Interpreting Russia's actions at face value is usually a fast track to being manipulated into doing what the Kremlin wants us to do - and sadly under Putin that is not necessarily in Britain['s bets interests.

There is plenty of evidence that the Russian bot-farms and trolls frequently put out lots of different and contradictory narratives. They are not trying to get any one of them widely believed, but to create division and make people uncertain what to believe, and in the process to discredit truthful narratives.

For instance, there is credible evidence that Russian bots and trolls put out some of the more divisive and extreme messages on both sides of the Vaccination debate. Mostly they spread lies, myths, scare campaigns and misinformation on behalf of the Anti-vaccination side, but Russia has also been known to put out divisive attacks on those with concerns about vaccines in order to wind them up and make the debate more nasty.

As Putin appears to be paranoid about Britain, I am sure he would have been delighted if Scotland had voted to break up our country in 2014, and would seek to encourage such as result if there is another referendum: as the Russia regime is if anything even more paranoid about the EU I am sure Putin was equally delighted by the Brexit vote. 

However, I don't believe for a second that Russia's actions during the EU referendum campaign changed anything like the 635,000 or so votes they would have needed to change to have actually altered the outcome. 

I very much doubt that those who think otherwise have ever had a serious conversation with a Leave voter.  I live in an area which voted Leave by nearly two to one and my friends, neighbours and the people I know and have discussed it with on the doorstep split in roughly those proportions. I doubt if a single one those of them who ticked the "Leave" box was influenced by the sort of tweets and social media posts the Russian bots were putting out or by anything else the Kremlin could have affected,

There were a whole raft of reasons behind that vote but the biggest single one is that the "Take back control" message had more-traction, particularly with those who felt left behind and ignored than the essentially negative messages offered by Remain.

This is a key warning, by the way, to the "No" side if the SNP get another referendum. If we want to save the United Kingdom we must have a positive campaign setting out the benefits of the union. A third "Project Fear" won't work no matter what utter lunacy the arguments for repeating the mistakes of Brexit within our own island may be. 

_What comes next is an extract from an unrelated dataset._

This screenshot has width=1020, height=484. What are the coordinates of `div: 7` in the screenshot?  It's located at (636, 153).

But Russia did get a win from their meddling over Brexit. Not because they changed the result - they didn't. But because there was just enough evidence of Russian meddling to allow those Remain supporters who could not accept that the British people really had chosen "Leave" to convince themselves that the vote resulted from Kremlin interference, undermining confidence in British democracy and leading them to do their best to try to frustrate the result of the "Leave" vote. 

Hence the irony - which I am sure will have been seen as delicious in the Kremlin - of those who thought they were complaining about Russian interference actually doing exactly what the Kremlin wanted them to.  

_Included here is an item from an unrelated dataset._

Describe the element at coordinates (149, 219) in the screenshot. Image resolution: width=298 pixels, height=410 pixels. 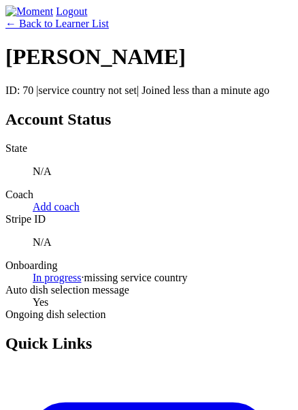
I see `dt: Stripe ID` at that location.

And Russia got a second hit because these attempts infuriated millions of "Leave" supporters who knew damn well that their votes had not been bought by the Kremlin and saw the attempts to stop Britain leaving the UK as an insult and an attempt to disregard their democratic rights, thus further damaging faith in British democracy. 

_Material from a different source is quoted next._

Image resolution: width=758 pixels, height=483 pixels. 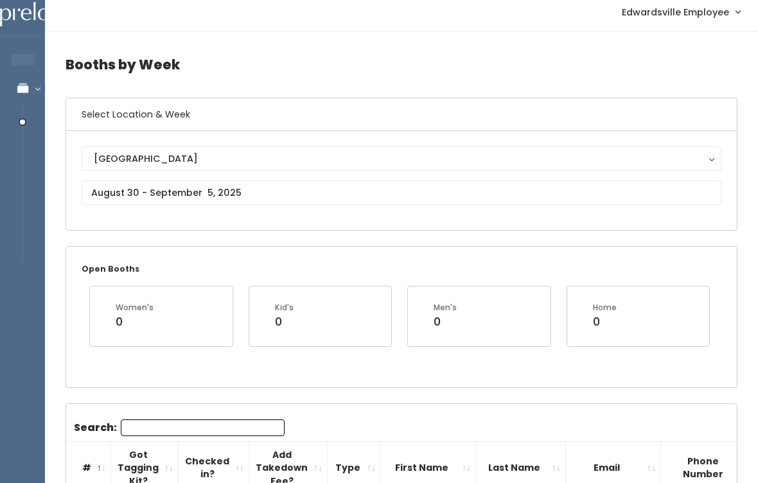 I want to click on small: Open Booths, so click(x=110, y=268).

If former Russian ambassador Aleksandr Yakovenko ever really did claim that "The British have been played" and "we have crushed them to the ground," and if any such claims were more than an attempt to curry favour with his boss in the Kremlin, we would be wise not to assume that any such manipulation only applied to one side of British politics.

There is no silver bullet that will easily resolve how Britain should deal with foreign meddling from both Russia and other hostile foreign actors. 

But all UK political parties would be well advised to look to their cyber security against external actors - and not just Russia. So should all those responsible for protecting the integrity of British elections and political processes.